In late March, more than 20 American think tanks, university professors, and former presidential economic advisers went to China to participate in the “China Development Forum 2021.” These institutions and scholars have been the most important advisers in U.S. policy toward China. Several of them revealed at the meeting that the Biden administration will purchase a large amount of goods from China, Japan, and the European Union after the extensive infrastructure plan is executed. This is good news for China.

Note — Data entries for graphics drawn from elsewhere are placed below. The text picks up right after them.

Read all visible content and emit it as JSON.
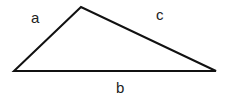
{
  "diagram": {
    "type": "triangle",
    "vertices": {
      "left": [
        14,
        71
      ],
      "top": [
        81,
        7
      ],
      "right": [
        216,
        71
      ]
    },
    "stroke_color": "#111111",
    "labels": {
      "a": "a",
      "b": "b",
      "c": "c"
    }
  }
}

After World War Two, the Roosevelt administration became synonymous for a deregulated monetary policy, whereby the mass printing of money was justified through reasons such as reducing unemployment and stimulating the economy through financial investments. President Franklin Roosevelt received inspiration as well as praise from economist John Keynes, the creator of Keynesian Economics, for implementing his theory. Starting in the late 1940s and early 1950s, this economic model came to dominate western economies, and although only positive aspects of it were officially mentioned, around 30 percent of economists had strongly opposed it. As of today, the central banks of most countries operate under the Keynesian economic doctrine, and all pursue a liberal monetary policy.

When China initiated its five trillion yuan economic stimulus plan in 2009, the West cheered in unison and remarked that China had saved the global economy during the recession. Despite that, China is still suffering tremendously from the aftermath of its stimulus plan and sees no way out of its warped economic structure. It’s worth learning from China’s mistakes.

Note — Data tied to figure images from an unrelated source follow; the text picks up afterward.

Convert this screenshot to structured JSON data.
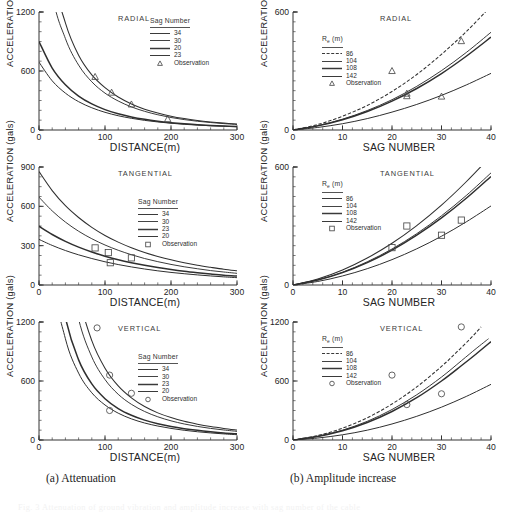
{
  "figure": {
    "subcaption_a": "(a) Attenuation",
    "subcaption_b": "(b) Amplitude increase",
    "ghost_caption": "Fig. 3  Attenuation of ground vibration and amplitude increase with sag number of the cable"
  },
  "axes": {
    "y_title": "ACCELERATION (gals)",
    "x_title_left": "DISTANCE(m)",
    "x_title_right": "SAG NUMBER"
  },
  "legend_labels": {
    "sag_title": "Sag Number",
    "re_title": "R",
    "re_sub": "e",
    "re_unit": " (m)",
    "observation": "Observation"
  },
  "chart_data": [
    {
      "id": "left-radial",
      "type": "line",
      "panel": "RADIAL",
      "column": "(a) Attenuation",
      "title": "RADIAL",
      "xlabel": "DISTANCE(m)",
      "ylabel": "ACCELERATION (gals)",
      "xlim": [
        0,
        300
      ],
      "ylim": [
        0,
        1200
      ],
      "xticks": [
        0,
        100,
        200,
        300
      ],
      "yticks": [
        0,
        600,
        1200
      ],
      "grid": false,
      "legend_title": "Sag Number",
      "legend_position": "top-right",
      "series": [
        {
          "name": "34",
          "x": [
            0,
            20,
            40,
            60,
            80,
            100,
            120,
            140,
            160,
            180,
            200,
            220,
            240,
            260,
            280,
            300
          ],
          "values": [
            3100,
            1660,
            1090,
            760,
            560,
            430,
            335,
            265,
            212,
            172,
            140,
            116,
            97,
            82,
            70,
            60
          ]
        },
        {
          "name": "30",
          "x": [
            0,
            20,
            40,
            60,
            80,
            100,
            120,
            140,
            160,
            180,
            200,
            220,
            240,
            260,
            280,
            300
          ],
          "values": [
            2500,
            1390,
            930,
            660,
            490,
            375,
            295,
            235,
            190,
            155,
            127,
            106,
            89,
            76,
            65,
            56
          ]
        },
        {
          "name": "20",
          "x": [
            0,
            20,
            40,
            60,
            80,
            100,
            120,
            140,
            160,
            180,
            200,
            220,
            240,
            260,
            280,
            300
          ],
          "values": [
            900,
            630,
            460,
            345,
            265,
            207,
            165,
            133,
            109,
            90,
            75,
            63,
            54,
            46,
            40,
            35
          ]
        },
        {
          "name": "23",
          "x": [
            0,
            20,
            40,
            60,
            80,
            100,
            120,
            140,
            160,
            180,
            200,
            220,
            240,
            260,
            280,
            300
          ],
          "values": [
            690,
            500,
            375,
            288,
            226,
            180,
            145,
            119,
            98,
            82,
            69,
            58,
            50,
            43,
            38,
            33
          ]
        }
      ],
      "observations": {
        "name": "Observation",
        "marker": "triangle",
        "points": [
          [
            85,
            540
          ],
          [
            110,
            380
          ],
          [
            140,
            260
          ],
          [
            195,
            110
          ]
        ]
      }
    },
    {
      "id": "left-tangential",
      "type": "line",
      "panel": "TANGENTIAL",
      "column": "(a) Attenuation",
      "title": "TANGENTIAL",
      "xlabel": "DISTANCE(m)",
      "ylabel": "ACCELERATION (gals)",
      "xlim": [
        0,
        300
      ],
      "ylim": [
        0,
        900
      ],
      "xticks": [
        0,
        100,
        200,
        300
      ],
      "yticks": [
        0,
        300,
        600,
        900
      ],
      "grid": false,
      "legend_title": "Sag Number",
      "legend_position": "mid-right",
      "series": [
        {
          "name": "34",
          "x": [
            0,
            20,
            40,
            60,
            80,
            100,
            120,
            140,
            160,
            180,
            200,
            220,
            240,
            260,
            280,
            300
          ],
          "values": [
            865,
            720,
            605,
            515,
            440,
            378,
            327,
            284,
            248,
            218,
            192,
            170,
            151,
            135,
            120,
            108
          ]
        },
        {
          "name": "30",
          "x": [
            0,
            20,
            40,
            60,
            80,
            100,
            120,
            140,
            160,
            180,
            200,
            220,
            240,
            260,
            280,
            300
          ],
          "values": [
            670,
            565,
            480,
            410,
            353,
            305,
            265,
            231,
            202,
            178,
            157,
            139,
            124,
            110,
            99,
            89
          ]
        },
        {
          "name": "23",
          "x": [
            0,
            20,
            40,
            60,
            80,
            100,
            120,
            140,
            160,
            180,
            200,
            220,
            240,
            260,
            280,
            300
          ],
          "values": [
            448,
            385,
            333,
            289,
            252,
            220,
            193,
            170,
            150,
            133,
            118,
            105,
            94,
            84,
            75,
            68
          ]
        },
        {
          "name": "20",
          "x": [
            0,
            20,
            40,
            60,
            80,
            100,
            120,
            140,
            160,
            180,
            200,
            220,
            240,
            260,
            280,
            300
          ],
          "values": [
            348,
            302,
            263,
            230,
            202,
            177,
            156,
            138,
            122,
            108,
            96,
            86,
            77,
            69,
            62,
            56
          ]
        }
      ],
      "observations": {
        "name": "Observation",
        "marker": "square",
        "points": [
          [
            85,
            283
          ],
          [
            105,
            247
          ],
          [
            108,
            170
          ],
          [
            140,
            207
          ]
        ]
      }
    },
    {
      "id": "left-vertical",
      "type": "line",
      "panel": "VERTICAL",
      "column": "(a) Attenuation",
      "title": "VERTICAL",
      "xlabel": "DISTANCE(m)",
      "ylabel": "ACCELERATION (gals)",
      "xlim": [
        0,
        300
      ],
      "ylim": [
        0,
        1200
      ],
      "xticks": [
        0,
        100,
        200,
        300
      ],
      "yticks": [
        0,
        600,
        1200
      ],
      "grid": false,
      "legend_title": "Sag Number",
      "legend_position": "mid-right",
      "series": [
        {
          "name": "34",
          "x": [
            0,
            20,
            40,
            60,
            80,
            100,
            120,
            140,
            160,
            180,
            200,
            220,
            240,
            260,
            280,
            300
          ],
          "values": [
            9000,
            4200,
            2350,
            1480,
            1010,
            730,
            550,
            428,
            340,
            276,
            228,
            190,
            161,
            137,
            118,
            102
          ]
        },
        {
          "name": "30",
          "x": [
            0,
            20,
            40,
            60,
            80,
            100,
            120,
            140,
            160,
            180,
            200,
            220,
            240,
            260,
            280,
            300
          ],
          "values": [
            7200,
            3400,
            1930,
            1230,
            845,
            615,
            465,
            363,
            290,
            236,
            195,
            163,
            138,
            118,
            102,
            88
          ]
        },
        {
          "name": "23",
          "x": [
            0,
            20,
            40,
            60,
            80,
            100,
            120,
            140,
            160,
            180,
            200,
            220,
            240,
            260,
            280,
            300
          ],
          "values": [
            4300,
            2120,
            1250,
            815,
            570,
            420,
            320,
            252,
            202,
            165,
            137,
            115,
            98,
            84,
            72,
            63
          ]
        },
        {
          "name": "20",
          "x": [
            0,
            20,
            40,
            60,
            80,
            100,
            120,
            140,
            160,
            180,
            200,
            220,
            240,
            260,
            280,
            300
          ],
          "values": [
            3400,
            1720,
            1030,
            680,
            480,
            356,
            273,
            215,
            173,
            142,
            118,
            99,
            84,
            72,
            62,
            54
          ]
        }
      ],
      "observations": {
        "name": "Observation",
        "marker": "circle",
        "points": [
          [
            88,
            1140
          ],
          [
            107,
            660
          ],
          [
            107,
            300
          ],
          [
            140,
            475
          ]
        ]
      }
    },
    {
      "id": "right-radial",
      "type": "line",
      "panel": "RADIAL",
      "column": "(b) Amplitude increase",
      "title": "RADIAL",
      "xlabel": "SAG NUMBER",
      "ylabel": "ACCELERATION (gals)",
      "xlim": [
        0,
        40
      ],
      "ylim": [
        0,
        600
      ],
      "xticks": [
        0,
        10,
        20,
        30,
        40
      ],
      "yticks": [
        0,
        600
      ],
      "grid": false,
      "legend_title": "Re (m)",
      "legend_position": "upper-left",
      "series": [
        {
          "name": "86",
          "dash": true,
          "x": [
            0,
            5,
            10,
            15,
            20,
            25,
            30,
            35,
            40
          ],
          "values": [
            0,
            28,
            70,
            125,
            196,
            282,
            385,
            500,
            630
          ]
        },
        {
          "name": "104",
          "x": [
            0,
            5,
            10,
            15,
            20,
            25,
            30,
            35,
            40
          ],
          "values": [
            0,
            22,
            55,
            99,
            154,
            222,
            302,
            394,
            497
          ]
        },
        {
          "name": "108",
          "x": [
            0,
            5,
            10,
            15,
            20,
            25,
            30,
            35,
            40
          ],
          "values": [
            0,
            21,
            52,
            94,
            147,
            211,
            287,
            375,
            472
          ]
        },
        {
          "name": "142",
          "x": [
            0,
            5,
            10,
            15,
            20,
            25,
            30,
            35,
            40
          ],
          "values": [
            0,
            13,
            32,
            58,
            91,
            130,
            176,
            229,
            288
          ]
        }
      ],
      "observations": {
        "name": "Observation",
        "marker": "triangle",
        "points": [
          [
            20,
            300
          ],
          [
            23,
            185
          ],
          [
            23,
            172
          ],
          [
            30,
            170
          ],
          [
            34,
            452
          ]
        ]
      }
    },
    {
      "id": "right-tangential",
      "type": "line",
      "panel": "TANGENTIAL",
      "column": "(b) Amplitude increase",
      "title": "TANGENTIAL",
      "xlabel": "SAG NUMBER",
      "ylabel": "ACCELERATION (gals)",
      "xlim": [
        0,
        40
      ],
      "ylim": [
        0,
        600
      ],
      "xticks": [
        0,
        10,
        20,
        30,
        40
      ],
      "yticks": [
        0,
        600
      ],
      "grid": false,
      "legend_title": "Re (m)",
      "legend_position": "upper-left",
      "series": [
        {
          "name": "86",
          "x": [
            0,
            5,
            10,
            15,
            20,
            25,
            30,
            35,
            40
          ],
          "values": [
            0,
            30,
            76,
            137,
            212,
            302,
            406,
            525,
            656
          ]
        },
        {
          "name": "104",
          "x": [
            0,
            5,
            10,
            15,
            20,
            25,
            30,
            35,
            40
          ],
          "values": [
            0,
            26,
            65,
            118,
            183,
            261,
            352,
            455,
            570
          ]
        },
        {
          "name": "108",
          "x": [
            0,
            5,
            10,
            15,
            20,
            25,
            30,
            35,
            40
          ],
          "values": [
            0,
            25,
            63,
            114,
            177,
            253,
            341,
            441,
            552
          ]
        },
        {
          "name": "142",
          "x": [
            0,
            5,
            10,
            15,
            20,
            25,
            30,
            35,
            40
          ],
          "values": [
            0,
            18,
            46,
            83,
            129,
            184,
            248,
            321,
            402
          ]
        }
      ],
      "observations": {
        "name": "Observation",
        "marker": "square",
        "points": [
          [
            20,
            190
          ],
          [
            23,
            300
          ],
          [
            30,
            253
          ],
          [
            34,
            330
          ]
        ]
      }
    },
    {
      "id": "right-vertical",
      "type": "line",
      "panel": "VERTICAL",
      "column": "(b) Amplitude increase",
      "title": "VERTICAL",
      "xlabel": "SAG NUMBER",
      "ylabel": "ACCELERATION (gals)",
      "xlim": [
        0,
        40
      ],
      "ylim": [
        0,
        1200
      ],
      "xticks": [
        0,
        10,
        20,
        30,
        40
      ],
      "yticks": [
        0,
        600,
        1200
      ],
      "grid": false,
      "legend_title": "Re (m)",
      "legend_position": "upper-left",
      "series": [
        {
          "name": "86",
          "dash": true,
          "x": [
            0,
            5,
            10,
            15,
            20,
            25,
            30,
            33,
            36,
            38
          ],
          "values": [
            0,
            46,
            120,
            226,
            366,
            540,
            748,
            890,
            1040,
            1150
          ]
        },
        {
          "name": "104",
          "x": [
            0,
            5,
            10,
            15,
            20,
            25,
            30,
            34,
            37,
            39.5
          ],
          "values": [
            0,
            38,
            100,
            190,
            310,
            460,
            640,
            805,
            930,
            1030
          ]
        },
        {
          "name": "108",
          "x": [
            0,
            5,
            10,
            15,
            20,
            25,
            30,
            34,
            37,
            40
          ],
          "values": [
            0,
            36,
            94,
            178,
            290,
            430,
            600,
            755,
            875,
            1000
          ]
        },
        {
          "name": "142",
          "x": [
            0,
            5,
            10,
            15,
            20,
            25,
            30,
            35,
            40
          ],
          "values": [
            0,
            20,
            53,
            100,
            163,
            241,
            334,
            443,
            566
          ]
        }
      ],
      "observations": {
        "name": "Observation",
        "marker": "circle",
        "points": [
          [
            20,
            660
          ],
          [
            23,
            360
          ],
          [
            30,
            470
          ],
          [
            34,
            1150
          ]
        ]
      }
    }
  ]
}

He Qinglian is a prominent Chinese author and economist. Currently based in the United States, she authored “China’s Pitfalls,” which concerns corruption in China’s economic reform of the 1990s, and “The Fog of Censorship: Media Control in China,” which addresses the manipulation and restriction of the press. She regularly writes on contemporary Chinese social and economic issues.
Views expressed in this article are opinions of the author and do not necessarily reflect the views of The Epoch Times.
He Qinglian
He Qinglian
Author
He Qinglian is a prominent Chinese author and economist. Currently based in the United States, she authored “China’s Pitfalls,” which concerns corruption in China’s economic reform of the 1990s, and “The Fog of Censorship: Media Control in China,” which addresses the manipulation and restriction of the press. She regularly writes on contemporary Chinese social and economic issues.